What I've Been Asked Not to Publish
- Lexy Martin
- 7 days ago
- 3 min read
Layoffs, ageism, and cost cutting
Many people felt they were viewed less as contributors and more as expenses on a spreadsheet.
Senior employees were often targeted because of their higher salaries.
Older workers described a double challenge: being seen as expensive and being viewed as having less future potential.
Some people reported being pressured to accept significant pay cuts to preserve stock options or remain employed, only to be laid off later anyway.
Others believed return-to-office mandates or policy changes were sometimes used to encourage voluntary departures, particularly among higher-paid employees.
Several interviewees described organizations replacing experienced workers with less expensive talent.

The disruption of constant reorganization
Many interviewees described workplaces that seemed to be in a perpetual state of change.
Frequent reorganizations, leadership turnover, and shifting priorities created uncertainty and instability.
People spoke about being moved, sidelined, demoted, or reorganized out of positions of influence.
Women appeared especially likely to describe negative impacts from repeated organizational change.
Reorganizations often seemed driven by investor expectations or executive timelines rather than thoughtful transitions for employees.
When support systems fail
Many people discovered that the systems they expected to help them often could not or would not.
Some felt HR was more focused on reducing organizational risk than protecting employees.
Employees dealing with toxic situations often felt they were expected to solve the problem themselves.
Leadership changes sometimes eliminated the managers and mentors who had advocated for them, leaving them without support or visibility.
Burnout and its hidden costs
Burnout appeared far more serious than simply being tired.
Years of heavy travel, extreme workloads, and constant pressure left some people needing months or even years to recover.
Interviewees described physical symptoms including panic attacks, heart palpitations, chronic pain, sleep disruption, and hair loss.
Several people left jobs while exhausted and overwhelmed, only later wishing they had paused long enough to think through their next move.
Toxic leadership and workplace culture
Many redirections were triggered not by the work itself, but by the people leading it.
Employees described managers who bullied, screamed, humiliated others in meetings, or retaliated when challenged.
Calling attention to bad behavior often resulted in employees being sidelined rather than problems being addressed.
Women frequently described "bro culture" environments where aggressive behavior was tolerated and concerns were minimized.
Some women reported being expected to manage the consequences of inappropriate behavior rather than seeing leaders hold people accountable.
Different experiences for women and men
The stories of job loss and career disruption often differed by gender.
Men more commonly described layoffs tied to compensation and organizational restructuring.
Women more often described exclusion, loss of influence, culture mismatch, or being labeled "no longer a fit."
Women in their 40s and 50s frequently spoke about needing to rebuild their professional identity after a job loss or major career disruption.
A recurring question was: "Who am I now?"
The shrinking value placed on expertise
Several interviewees worried about the declining investment in deep expertise.
Internal research and analyst roles are becoming less common.
Organizations increasingly rely on vendors, thought leadership content, or AI-generated outputs.
Some leaders used AI as a justification for reducing senior research positions while underestimating the importance of judgment, context, and experience.
Longtime researchers often felt pressure to become marketers, sales support, or content creators rather than independent thinkers.
What seems to help people survive and thrive
Despite the challenges, interviewees repeatedly shared advice about what helped them navigate change successfully. All of these are covered in my Redirecting Foundations. or blogs.
Build financial runway before you need it.
Invest in your health before a crisis forces you to.
Maintain strong relationships and networks throughout your career. Never search alone.
Create time to "cocoon"—to step back, reflect, and understand what you truly want next.
Avoid making major decisions while exhausted, angry, or afraid.
Test small experiments through consulting, volunteering, side projects, or learning opportunities before making a large leap.
Seek support from peers, cohorts, coaches, or communities rather than trying to navigate major transitions alone.
Perhaps the most important lesson is that redirection is rarely caused by a single event. More often, it emerges from the accumulation of pressures, disappointments, opportunities, and realizations that eventually make staying the same harder than changing.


WHAT YOU SHOULD DO » Return the records from the first line through the line containing "Image is 868x446 pixels.", and leave out the pictures.

Stored data »
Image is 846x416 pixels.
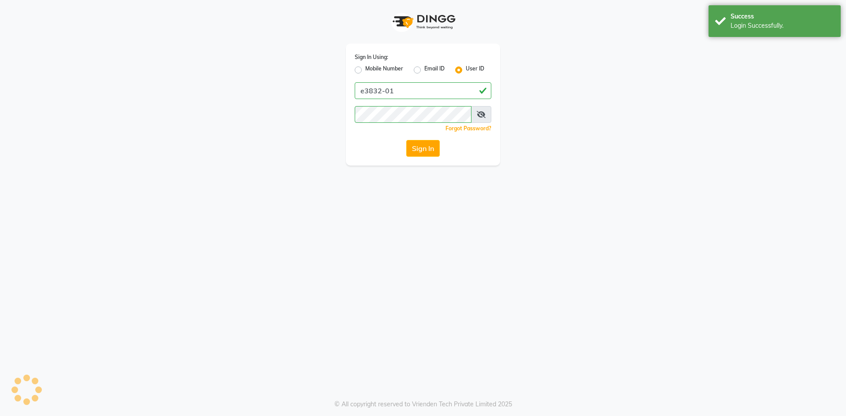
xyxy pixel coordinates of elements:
input: Username [355,106,471,123]
label: Sign In Using: [355,53,388,61]
div: Success [730,12,834,21]
a: Forgot Password? [445,125,491,132]
img: logo1.svg [388,9,458,35]
button: Sign In [406,140,440,157]
label: User ID [466,65,484,75]
div: Login Successfully. [730,21,834,30]
label: Mobile Number [365,65,403,75]
label: Email ID [424,65,444,75]
input: Username [355,82,491,99]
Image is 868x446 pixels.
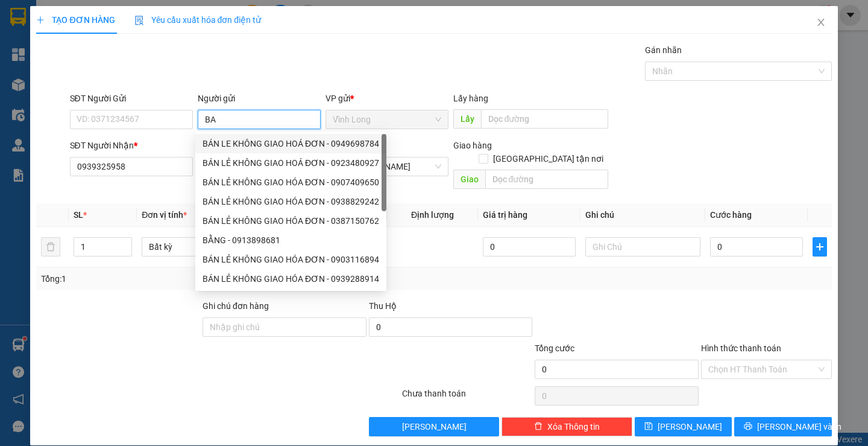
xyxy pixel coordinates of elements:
div: BÁN LẺ KHÔNG GIAO HÓA ĐƠN - 0938829242 [196,192,387,211]
span: printer [744,421,753,431]
div: TP. [PERSON_NAME] [78,10,175,39]
label: Ghi chú đơn hàng [202,301,269,311]
button: [PERSON_NAME] [369,417,500,436]
div: BÁN LẺ KHÔNG GIAO HÓA ĐƠN - 0907409650 [196,173,387,192]
span: Định lượng [411,210,454,220]
span: Gửi: [10,11,29,24]
label: Gán nhãn [645,45,682,55]
span: Giao hàng [454,141,492,150]
div: BÁN LE KHÔNG GIAO HOÁ ĐƠN - 0949698784 [202,137,379,150]
span: [PERSON_NAME] [402,420,467,433]
span: TẠO ĐƠN HÀNG [36,15,115,25]
div: Vĩnh Long [10,10,70,39]
input: 0 [483,237,576,256]
span: SL [74,210,83,220]
div: Tổng: 1 [41,272,336,285]
div: 30.000 [9,78,72,105]
input: Ghi chú đơn hàng [202,317,367,336]
span: [PERSON_NAME] và In [757,420,841,433]
button: save[PERSON_NAME] [635,417,732,436]
input: Ghi Chú [586,237,700,256]
div: BÁN LẺ KHÔNG GIAO HÓA ĐƠN - 0903116894 [202,253,379,266]
span: Giao [454,169,485,189]
div: BÁN LE KHÔNG GIAO HOÁ ĐƠN - 0949698784 [196,134,387,153]
button: delete [41,237,60,256]
button: Close [804,6,838,40]
span: Lấy [454,110,481,129]
div: BÁN LẺ KHÔNG GIAO HÓA ĐƠN - 0939288914 [196,269,387,289]
div: BÁN LẺ KHÔNG GIAO HÓA ĐƠN - 0938829242 [202,195,379,208]
div: BÁN LẺ KHÔNG GIAO HÓA ĐƠN - 0903116894 [196,250,387,269]
span: Thu rồi : [9,78,44,90]
label: Hình thức thanh toán [701,343,781,353]
div: Chưa thanh toán [401,387,534,408]
div: BÁN LẺ KHÔNG GIAO HÓA ĐƠN - 0387150762 [202,214,379,228]
span: Cước hàng [710,210,752,220]
span: Tổng cước [534,343,574,353]
span: Giá trị hàng [483,210,527,220]
div: BÁN LẺ KHÔNG GIAO HÓA ĐƠN - 0387150762 [196,211,387,230]
img: icon [135,16,144,25]
input: Dọc đường [481,110,608,129]
span: delete [534,421,542,431]
div: [PERSON_NAME] [78,39,175,54]
div: Người gửi [198,92,321,105]
span: Lấy hàng [454,94,488,103]
div: BÁN LẺ KHÔNG GIAO HÓA ĐƠN - 0939288914 [202,272,379,285]
th: Ghi chú [580,203,706,227]
div: BÁN LẺ KHÔNG GIAO HOÁ ĐƠN - 0923480927 [196,153,387,173]
button: plus [812,237,827,256]
button: printer[PERSON_NAME] và In [734,417,832,436]
span: Vĩnh Long [333,110,441,129]
span: close [816,17,826,27]
span: Thu Hộ [369,301,397,311]
span: [PERSON_NAME] [658,420,722,433]
div: 0386196241 [78,54,175,70]
span: Nhận: [78,11,107,24]
div: BẰNG - 0913898681 [202,234,379,247]
span: Đơn vị tính [142,210,187,220]
div: SĐT Người Gửi [70,92,193,105]
div: BÁN LẺ KHÔNG GIAO HOÁ ĐƠN - 0923480927 [202,156,379,169]
span: Xóa Thông tin [547,420,600,433]
div: BẰNG - 0913898681 [196,230,387,250]
span: Bất kỳ [149,238,249,256]
div: SĐT Người Nhận [70,139,193,152]
button: deleteXóa Thông tin [501,417,633,436]
span: save [645,421,653,431]
div: BÁN LẺ KHÔNG GIAO HÓA ĐƠN - 0907409650 [202,176,379,189]
span: plus [813,242,826,252]
span: [GEOGRAPHIC_DATA] tận nơi [488,152,608,165]
span: TP. Hồ Chí Minh [333,157,441,176]
div: VP gửi [326,92,448,105]
input: Dọc đường [485,169,608,189]
span: Yêu cầu xuất hóa đơn điện tử [135,15,262,25]
span: plus [36,16,44,24]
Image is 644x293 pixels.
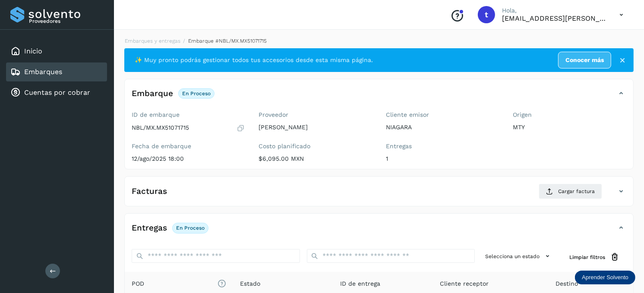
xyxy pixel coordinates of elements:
p: NIAGARA [385,124,499,131]
p: En proceso [182,90,210,97]
label: Cliente emisor [385,111,499,119]
span: ID de entrega [340,280,380,288]
span: Cargar factura [557,187,595,195]
div: EntregasEn proceso [125,221,633,243]
p: transportes.lg.lozano@gmail.com [501,14,605,23]
p: [PERSON_NAME] [259,124,372,131]
p: 1 [385,155,499,163]
p: 12/ago/2025 18:00 [131,155,245,163]
span: POD [131,280,226,288]
label: ID de embarque [131,111,245,119]
label: Entregas [385,143,499,150]
label: Proveedor [259,111,372,119]
button: Selecciona un estado [481,249,556,264]
a: Embarques [24,68,62,76]
p: Proveedores [29,18,104,24]
p: Aprender Solvento [581,274,628,282]
div: EmbarqueEn proceso [125,87,633,107]
h4: Entregas [131,224,166,233]
span: Embarque #NBL/MX.MX51071715 [188,38,266,44]
span: Limpiar filtros [569,254,605,262]
label: Costo planificado [259,143,372,150]
button: Cargar factura [538,184,602,199]
p: En proceso [176,225,205,231]
p: $6,095.00 MXN [259,155,372,163]
div: Aprender Solvento [575,271,634,284]
h4: Embarque [131,88,173,99]
span: Estado [241,280,261,288]
div: Inicio [6,42,107,61]
p: MTY [513,124,626,131]
p: NBL/MX.MX51071715 [131,125,189,131]
a: Inicio [24,47,42,55]
label: Origen [513,111,626,119]
div: FacturasCargar factura [125,184,633,206]
span: Cliente receptor [439,280,488,288]
div: Embarques [6,63,107,82]
button: Limpiar filtros [562,249,626,265]
a: Embarques y entregas [125,38,181,44]
span: Destino [556,280,577,288]
div: Cuentas por cobrar [6,84,107,102]
nav: breadcrumb [125,37,634,45]
h4: Facturas [131,186,166,197]
a: Conocer más [557,51,611,68]
p: Hola, [501,7,605,14]
span: ✨ Muy pronto podrás gestionar todos tus accesorios desde esta misma página. [134,55,373,65]
label: Fecha de embarque [131,143,245,150]
a: Cuentas por cobrar [24,88,90,97]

RESPONSE TO THIS TASK »
Image is 846x416 pixels.
xyxy pixel coordinates of elements:
input: Username [355,106,471,123]
label: Sign In Using: [355,53,388,61]
div: Success [730,12,834,21]
a: Forgot Password? [445,125,491,132]
img: logo1.svg [388,9,458,35]
button: Sign In [406,140,440,157]
label: User ID [466,65,484,75]
div: Login Successfully. [730,21,834,30]
label: Mobile Number [365,65,403,75]
label: Email ID [424,65,444,75]
input: Username [355,82,491,99]
Image is 868x446 pixels.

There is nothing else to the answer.